External and internal corner mouldings (the C-series) finish the junctions where two trims meet — mitring trims without them is possible but rarely watertight first time. Count your corners off a sketch of the roof.
Our trims guide covers each profile in detail. The short version: walk the perimeter, name what each edge does with water, and the trim choice makes itself.
Tools and sundries
The minimum tool kit: a paddle (washer) roller for consolidating the laminate and chasing out air, lambswool rollers for applying resin and topcoat, brushes for detail work, mixing buckets, a catalyst dispenser or measuring cup, and scissors or a knife for the mat. Budget a few extra roller sleeves — they don't survive a skipped acetone rinse.
PPE: nitrile gloves, safety glasses (catalyst splash is an eye injury, full stop), and a respirator if you're sensitive to styrene or working somewhere enclosed. Barrier cream saves your forearms.
For the deck itself: 18 mm OSB3 tongue-and-groove is the standard substrate for a new GRP roof, screwed (not nailed) at 200 mm centres. GRP goes on dry, sound board — never straight over old felt.
Essential, Protect or Premier?
Essential is a 450g laminate system — right for sheds, garden offices and outbuildings where budget matters and foot traffic is rare. It uses about 20% less resin than a 600g system.

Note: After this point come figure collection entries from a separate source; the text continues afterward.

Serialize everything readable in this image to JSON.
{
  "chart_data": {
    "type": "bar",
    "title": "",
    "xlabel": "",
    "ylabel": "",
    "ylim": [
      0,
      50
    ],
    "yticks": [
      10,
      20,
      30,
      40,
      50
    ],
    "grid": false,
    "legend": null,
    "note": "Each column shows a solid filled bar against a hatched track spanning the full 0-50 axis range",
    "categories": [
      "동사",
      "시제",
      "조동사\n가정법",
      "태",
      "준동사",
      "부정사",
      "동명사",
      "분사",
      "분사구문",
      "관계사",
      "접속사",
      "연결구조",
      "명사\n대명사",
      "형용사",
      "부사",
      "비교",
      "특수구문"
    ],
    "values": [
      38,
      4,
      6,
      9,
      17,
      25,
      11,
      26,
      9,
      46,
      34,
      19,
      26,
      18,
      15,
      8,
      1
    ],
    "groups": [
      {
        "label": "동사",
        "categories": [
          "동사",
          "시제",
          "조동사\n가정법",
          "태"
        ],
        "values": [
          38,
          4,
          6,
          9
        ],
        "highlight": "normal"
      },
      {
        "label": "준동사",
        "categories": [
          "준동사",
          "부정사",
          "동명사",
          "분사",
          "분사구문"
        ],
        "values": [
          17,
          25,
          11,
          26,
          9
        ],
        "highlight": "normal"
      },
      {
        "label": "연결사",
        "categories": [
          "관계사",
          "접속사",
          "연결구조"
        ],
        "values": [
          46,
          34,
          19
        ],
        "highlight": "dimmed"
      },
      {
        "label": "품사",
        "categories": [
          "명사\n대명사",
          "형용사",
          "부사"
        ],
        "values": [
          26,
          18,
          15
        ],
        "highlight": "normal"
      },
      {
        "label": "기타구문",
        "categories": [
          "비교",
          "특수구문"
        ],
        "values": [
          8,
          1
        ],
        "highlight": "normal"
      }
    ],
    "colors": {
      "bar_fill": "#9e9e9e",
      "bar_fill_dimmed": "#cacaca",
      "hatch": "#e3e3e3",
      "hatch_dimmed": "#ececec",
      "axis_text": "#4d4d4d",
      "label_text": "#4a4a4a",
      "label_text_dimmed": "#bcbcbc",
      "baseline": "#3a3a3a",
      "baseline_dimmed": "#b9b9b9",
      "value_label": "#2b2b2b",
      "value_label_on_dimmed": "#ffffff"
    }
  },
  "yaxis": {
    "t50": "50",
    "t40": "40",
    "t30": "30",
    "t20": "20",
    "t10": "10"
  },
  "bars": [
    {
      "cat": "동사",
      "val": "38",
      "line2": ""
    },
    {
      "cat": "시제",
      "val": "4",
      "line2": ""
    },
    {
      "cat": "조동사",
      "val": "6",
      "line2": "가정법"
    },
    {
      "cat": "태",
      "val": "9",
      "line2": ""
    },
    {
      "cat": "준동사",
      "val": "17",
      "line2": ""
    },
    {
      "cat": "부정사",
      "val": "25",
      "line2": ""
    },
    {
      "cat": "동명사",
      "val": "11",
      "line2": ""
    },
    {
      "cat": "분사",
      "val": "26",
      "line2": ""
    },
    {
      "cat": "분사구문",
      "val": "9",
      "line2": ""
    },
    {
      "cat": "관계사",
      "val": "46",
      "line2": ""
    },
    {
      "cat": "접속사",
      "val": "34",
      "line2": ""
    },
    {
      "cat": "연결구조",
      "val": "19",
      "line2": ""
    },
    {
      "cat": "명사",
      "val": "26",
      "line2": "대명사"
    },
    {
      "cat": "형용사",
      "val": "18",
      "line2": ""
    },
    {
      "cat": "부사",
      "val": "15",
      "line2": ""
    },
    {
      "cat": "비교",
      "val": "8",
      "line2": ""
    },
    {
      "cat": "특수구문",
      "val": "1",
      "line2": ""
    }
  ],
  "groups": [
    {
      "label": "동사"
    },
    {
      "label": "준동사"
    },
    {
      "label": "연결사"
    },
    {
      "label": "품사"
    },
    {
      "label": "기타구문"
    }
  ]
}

Protect is the 600g system and the one most people should buy: the standard domestic flat-roof spec for garages, extensions and porches, with the durability to take occasional foot traffic and a 25–30 year service life when laid properly.
Premier is the 600g laminate finished with fire-retardant CrysticROOF topcoat, with optional anti-slip. Choose it for balconies and terraces, roofs near boundaries where fire performance matters, or anywhere people will regularly walk.
Frequently asked questions
What's included in a proper GRP roof kit?
Resin, chopped strand matting, topcoat, MEKP catalyst, acetone, jointing bandage, trim adhesive, the right trims for each edge, corner mouldings, and application tools (paddle roller, lambswool rollers, brushes). If a kit is missing bandage or trims, it isn't a complete kit.
Can I use topcoat as the laminating resin?
No. Topcoat contains wax that rises to the surface to give a tack-free cure — laminating with it stops layers bonding. Laminate with roofing resin, finish with topcoat.
What size roof does one 20 kg tub of resin cover?
About 13 m² at 600g mat (1.5 kg/m²) or about 16 m² at 450g (1.2 kg/m²). Topcoat covers about 27 m² per 20 kg tub.
Which tier should I pick for a garage?
Protect (600g) for almost every garage. Essential (450g) if it's a light shed-grade structure; Premier if the roof doubles as a balcony or sits close to a boundary and you want the fire-retardant topcoat.
Do I need to buy trims, or can I just laminate over the edges?
You need trims. They form the drip edges, kerbs and upstands that actually manage water off the roof — laminating over a raw board edge leaves a wick for water and a weak point that will crack.